Together, they tell Lima’s story perfectly. Ceviche reflects the coast: fresh fish, citrus, heat, balance; simple on paper, exacting in practice. Lomo saltado speaks to migration and adaptation: stir-fried beef, onions and tomato, born from Chinese influence and made unmistakably Peruvian.
It’s no coincidence that lomo saltado remains close to Barrios’ own heart. “Right now,” he says, “[my signature dish is] lomo saltado. I love to prepare it. People enjoy it a lot.”
Ceviche is widely considered to have originated over 2,000 years ago in Peru with the Moche civilization.
Why the world is finally paying attention
Lima’s rise isn’t driven by hype alone. In recent years, the city has become one of the most consistently represented destinations on The World’s 50 Best Restaurants. In 2023, Central was named the best restaurant on the planet; in 2025, Maido took the top spot, with several other Lima restaurants also ranking globally.
What’s striking is that this recognition hasn’t narrowed the city’s food culture. If anything, it’s amplified it. Fine dining exists comfortably alongside humble lunch counters. Innovation thrives without erasing tradition.
Taste Lima, then keep going

Meet Chef Ignacio’s team at his cooking school and learn all about Peruvian cooking.
Lima may be the gateway, but it’s only the beginning. The flavors you encounter here echo through the Sacred Valley, Cusco and beyond, places where food, history and landscape are inseparable.

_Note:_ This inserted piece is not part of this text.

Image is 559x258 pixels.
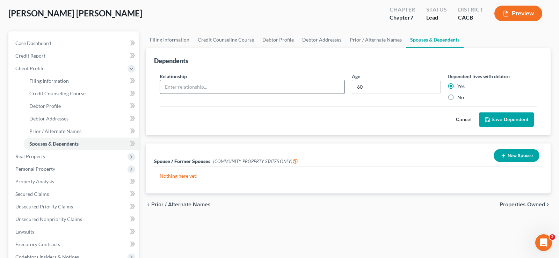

On an Insight Vacations tour through Peru, Lima’s culinary depth is paired with immersive experiences across the country, like the cooking class with Ignacio. You’ll go to his school in Lima and learn all about this rich history, just a small part of a wider journey guided by experts who help connect each dish to the place it comes from. It’s a way of traveling that mirrors Peruvian cuisine itself: layered, thoughtful, and grounded in genuine connection.
If the best city for food in the world is one that tells its story through every bite, Lima makes a compelling case — quietly, confidently, and with extraordinary generosity.